In line with the present study, Reade et al. in 2009 showed that the incidence of delirium, agitation, length of ICU stay, and need for ventilation for seven days in the dexmedetomidine group were significantly less than the haloperidol group (P = 0.05). They concluded that dexmedetomidine was very effective in treating delirium and agitation in patients admitted to the ICU (11). In this regard, Rood et al. (23) found that administration of haloperidol had no effects on the incidence of delirium in patients admitted to the ICU and that there was no significant difference between patients receiving haloperidol and placebo.

Another study by Nelson et al. (24) in 2015 revealed that dexmedetomidine, by providing sedation and reducing the need for it, indirectly reduced delirium in patients admitted to the ICU. Moreover, in 2018, Louis et al. (25) concluded that administration of dexmedetomidine to patients admitted to the ICU could reduce the incidence of delirium, which is consistent with the results of the present study. In a similar study, Abdelgalel (26) compared the incidence of delirium using haloperidol and dexmedetomidine. In this clinical trial, 90 patients were studied under mechanical ventilation. The incidence of delirium, length of hospitalization, and number of days required for mechanical ventilation in patients receiving dexmedetomidine were lower than patients receiving haloperidol. They found that dexmedetomidine was more effective and efficient than haloperidol in preventing and controlling delirium in hospitalized patients; these results are in line with the present study.

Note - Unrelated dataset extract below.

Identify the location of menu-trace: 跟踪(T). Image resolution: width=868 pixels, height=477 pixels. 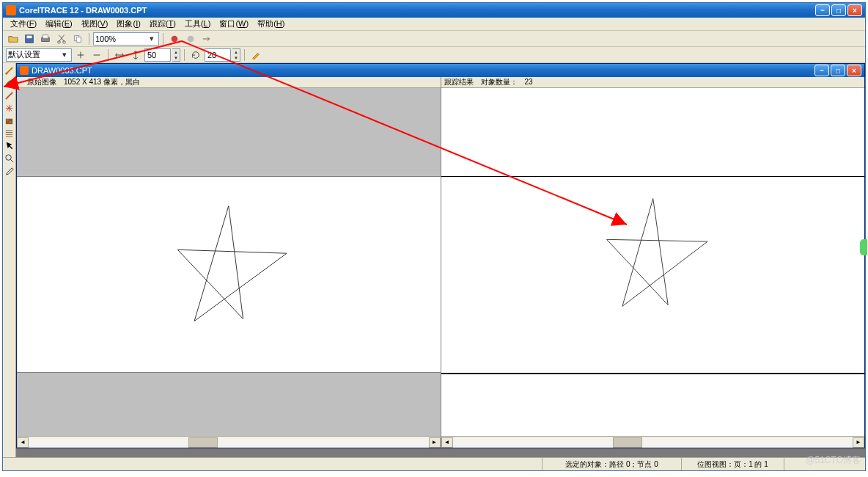
(163, 23).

In another clinical trial in 2014, Kalisvaart et al. (27) examined the effect of haloperidol on the incidence of delirium after a major surgery in the elderly. It was concluded that haloperidol administration could reduce delirium in patients (27). This difference can be attributed to differences in the sample size or the type of measuring instrument. However, Fukuta et al. (28) reported that there was no significant difference in the incidence of delirium between patients receiving haloperidol and the control group after a major surgery.

5.1. Conclusions

The results of this study showed that there was a significant difference between patients receiving haloperidol and dexmedetomidine in terms of delirium incidence and agitation; patients in the dexmedetomidine group were calmer and experienced less delirium. However, there was no significant difference between the two groups regarding the level of consciousness, the number of days hospitalized in the ICU, or the number of intubation days. According to the results, dexmedetomidine is a less risky and more effective drug for the prevention and treatment of delirium and agitation in patients admitted to the ICU and can provide more stable and appropriate conditions for patients.